(16 Feb 2010)
US and Pakistani officials Tuesday announced the arrest of Taliban''s top military commander in a joint CIA-Pakistani operation in Pakistan, as US troops push into their heartland in southern Afghanistan.
Two Pakistani intelligence officers and a senior US official said Mullah Abdul Ghani Baradar, was captured in the southern Pakistani port city of Karachi.
Baradar is said to be the Number Two behind Afghan Taliban founder Mullah Mohammad Omar and a close associate of Osama bin Laden.
The officials spoke on condition of anonymity because they were not authorised to release such sensitive information.
One Pakistani officer said Baradar was arrested 10 days ago with the assistance of the United States and "was talking" to his interrogators.
A Taliban spokesman in Afghanistan told The Associated Press that Baradar was still free, though he did not provide any evidence.
He said the report was Western propaganda aimed at undercutting the Taliban fighting against an offensive in the southern Afghan town of Marjah, a Taliban haven.
In Karachi on Tuesday, one local Urdu-language newspaper had news of the arrest on the front page, with the headline "US Forces operation against Taliban in Karachi."
Opinions amongst local residents were divided on the alleged arrest of Baradar.
Shoaib Momon said he thought the arrest was a good thing for Pakistan while Muhammed Rafiq was sceptical the arrest had taken place at all.
One local journalist Afzal Nadeem Dogar claimed the apparent arrest of Mullah Baradar "shows the efficiency of the Pakistani agencies."
Baradar heads the Taliban''s military council and was elevated in the body after the 2006 death of military chief Mullah Akhtar Mohammed Usmani.

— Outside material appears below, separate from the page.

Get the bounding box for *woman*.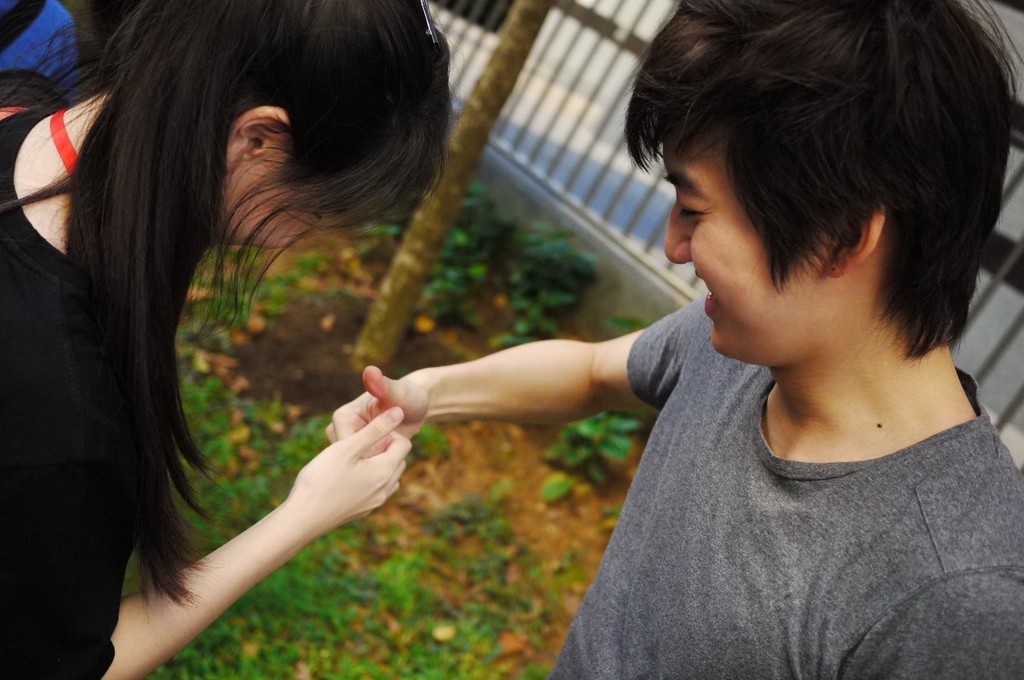
l=0, t=0, r=445, b=679.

He is said to coordinate the movement''s military operations throughout the south and southwest of Afghanistan.
His area of direct responsibility stretches over Kandahar, Helmand, Nimroz, Zabul and Uruzgan provinces.

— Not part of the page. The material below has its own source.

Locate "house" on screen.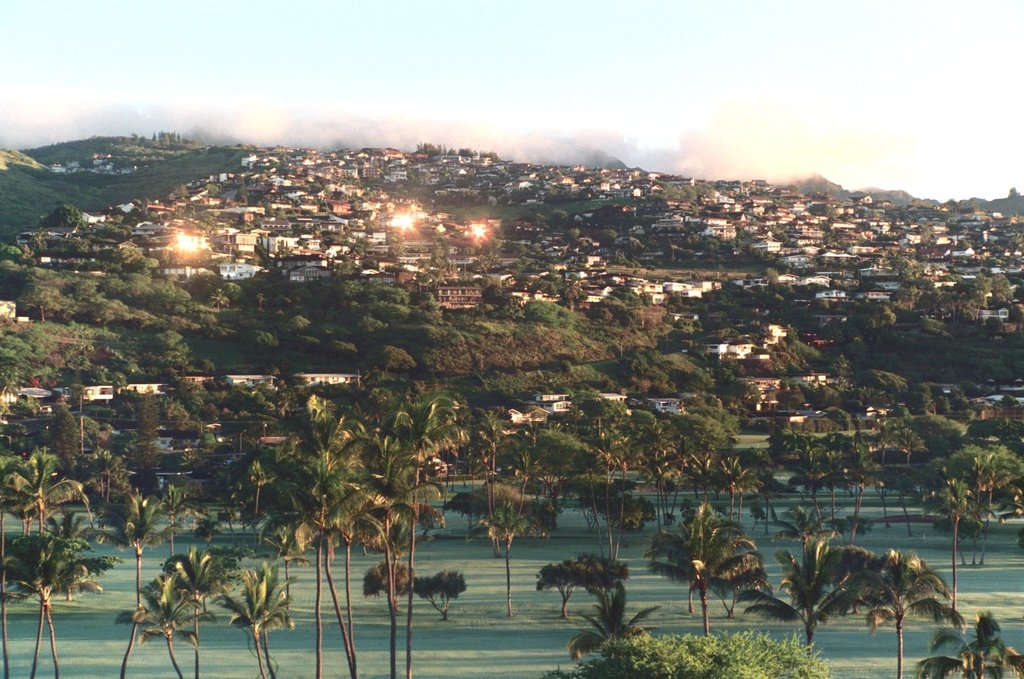
On screen at x1=420, y1=285, x2=494, y2=313.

According to Interpol, Baradar was the deputy defence minister in the Taliban regime that ruled Afghanistan until it was ousted in the 2001 US-led invasion.

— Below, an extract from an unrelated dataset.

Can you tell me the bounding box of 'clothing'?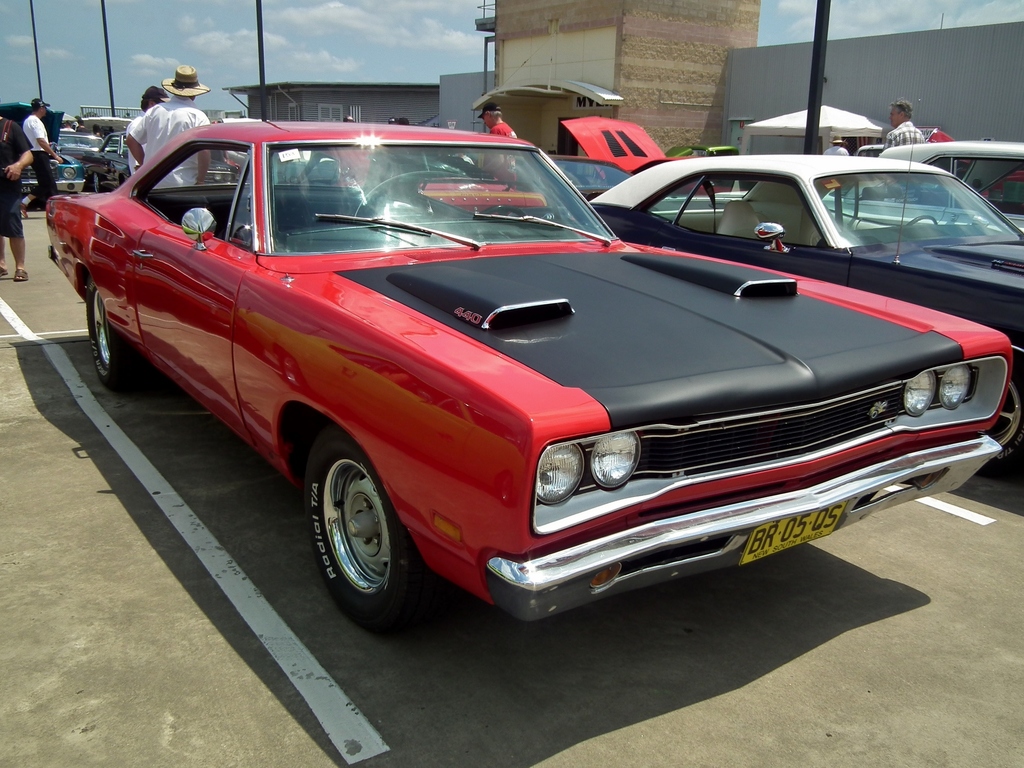
[left=123, top=109, right=147, bottom=175].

Word of Baradar''s capture came as US Marine and Afghan units pressed deeper into Marjah, facing sporadic rocket and mortar fire as they moved through suspected insurgent neighbourhoods on the third day of a NATO (North Atlantic Treaty Organisation) offensive to reclaim the town.
Pakistan''s spy agency has been accused in the past of protecting top Afghan Taliban leaders believed sheltering in the country, frustrating Washington.
Moving against Baradar could signal that Islamabad increasingly views the Afghan Taliban, or at least some of its members, as fair game.
The arrest also comes amid a new push by the United States and its NATO allies to negotiate with Afghan Taliban leaders as a way to end the eight-year war in Afghanistan.
Pakistan is or will play an important role in that process because of its close links with members of the movement, which it supported before the September 11, 2001, attacks.
Karachi is Pakistan''s largest city and has been increasingly cited as a possible hiding place for top Afghan Taliban commanders in recent months.
It has a large population of Pashtuns, the ethnic group that makes up the Taliban, but it is on the Arabian Sea and far from the Afghan border.